Native to the steppes of Ukraine, as well the sun-burnt tundra of southern Russia – whatever the strife in rooms where battles are born, your encampments run vigorous, long feathering the fringes of farms, your lavender froth rising above the bodies of the fallen, waving in any wind. If a field goes fallow, no one left to till the wheat, more room for the purple victor.

Come ashore in the 1800s, you now flaunt flowers in thirty states. Only the wettest climes escape, valleys bedded in shade. California, Montana, Colorado and Wisconsin all spend to reduce your spread. I have dug six hundred roots from my yard, and still you thrive.

Flower

Aster family, urn-shaped flower head, your thistle-top crown more lavender than lavender. Your bloom edible, though I won’t rush to pluck a bouquet for my salad. Your puff of spindly petals tells me where to dig. Thank you for the signpost, sure guide for my weeding frenzy. I begin at dawn. I resume after the sun has played out the desert and the chatter of birds returns to accompany my bobbing figure, slicing with shovel, then bending to twist and tug the floral stem, hoping to ease out the full root. I lay flower upon flower in my pail, a purple death bed heavy with purpose.

Stem

It's a hairy pulpit you offer, that strand tough as leather, as thistle without the cutting bite. Rarely do you break, except at the base, slipping clear of that pregnant root. You prevail. No question.

Leaf

First you surface in a rosette of leaves, flat to the ground, your vital plumes brighter and larger than the wispy fronds that rise up in later maturity. I can pinch you out in your youth, fragile shoot. But the root stays behind, biding its time for another rosette to claim the dark and burdened earth.

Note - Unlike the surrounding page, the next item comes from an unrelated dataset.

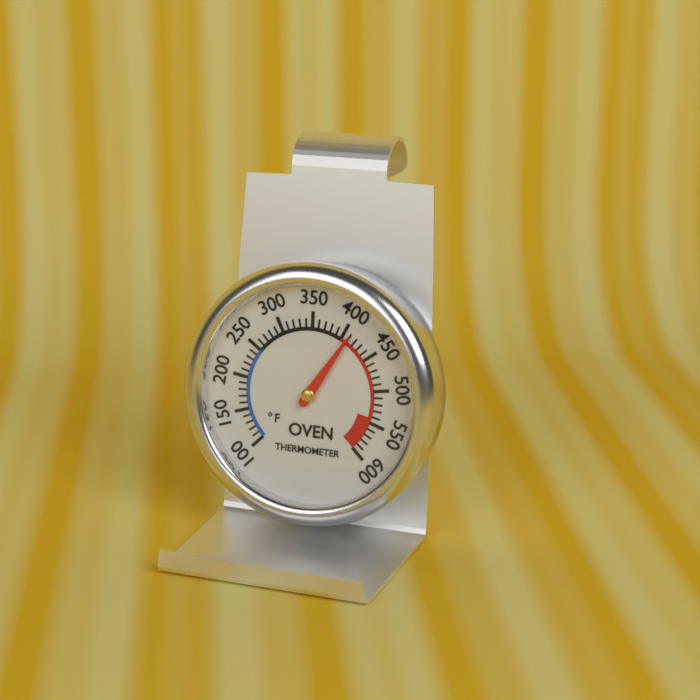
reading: 410 °F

You colonize the ground, dense stands aided by toxic chemicals that kill competing plants, the lowly clover and grass. They don’t stand a chance. Even dandelions, outclassed by this allelopathic menace, lobed leaves with wavy edges. Beware.

Root

It is how you propagate. Oh yes, seeds do their part. But are outdone by your pernicious roots, shooting sideways for a fresh spot of dirt. Presto! You climb down and up at once, your underground stem, tough and black, often deeper than your surfaced growth. They have found you 23 feet under the green. Pulling you, a shoulder’s sore chore. Even if your vertical lodge comes free with a spade to loosen the packed turf – with luck, four out of five tries -- you break off at the rhizome with an audible crunch.

Eradication

RoundUp won’t touch you. In a gated community south of town, they fine homeowners $500 if knapweed is spotted on their property. Another $500 each month until it’s gone. Some claim tilling is best, but root fragments are then spread throughout the plot. Repeat mowing will reduce generation by seed, not root. Scientists are experimenting with biological control. A gall midge – small fly – lays eggs in the shoot tips of knapweed. Emerging galls reduce flowering, stunt growth. These promising flies, not yet available to the public.

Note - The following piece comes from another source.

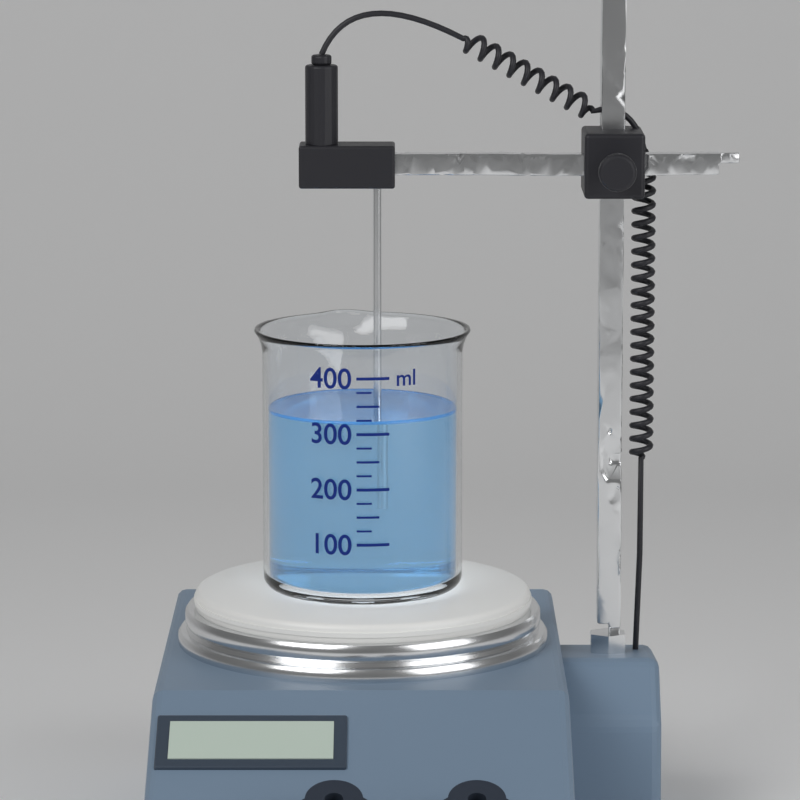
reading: 320 ml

Stands of Russian knapweed have been documented to last 75 years. Older than I. Safe to say, we won’t be wiping your species out any time soon.

Ecosystem

In the fourteenth century your root and seeds yielded ointment for wounds and pestilence, and along with pepper, reversed loss of appetite. You’ve been known to cure a sore throat, a nose bleed. I’m not eager to test these claims.

By whatever name you’re known – Turkestan thistle, mountain bluet, Russian cornflower, Logger Head, Bottleweed – you draw the grazing horse. A nip of your green fancy, and the horse is bit by chewing disease. No laughing matter. He will make like he’s chewing when he’s not. He will chew real food and spit it out. He will yawn relentlessly, or toss his head violently to shake off the attack. Muscle paralysis will set in, and he won’t be able to drink. A sure sign: when the horse submerges his muzzle deep in water, flowing direct to esophagus. He’s been bit.

Hay is no safer than foraging, if knapweed has been cut along with the grass. Even dry, it will poison the horse. Mules and cattle tolerate your noxious growth. No one knows how. I feel for the horses. They keep me digging, weed by weed by weed by weed.

Carol Barrett was published three volumes of poetry, most recently READING WIND, and one of creative nonfiction, PANSIES, the first book in English about the Apostolic Lutheran community, a group of primarily Finnish descent, for outsiders. An NEA Fellow in Poetry, Carol has lived in nine states and in England. She currently supervises creative dissertation students at two universities.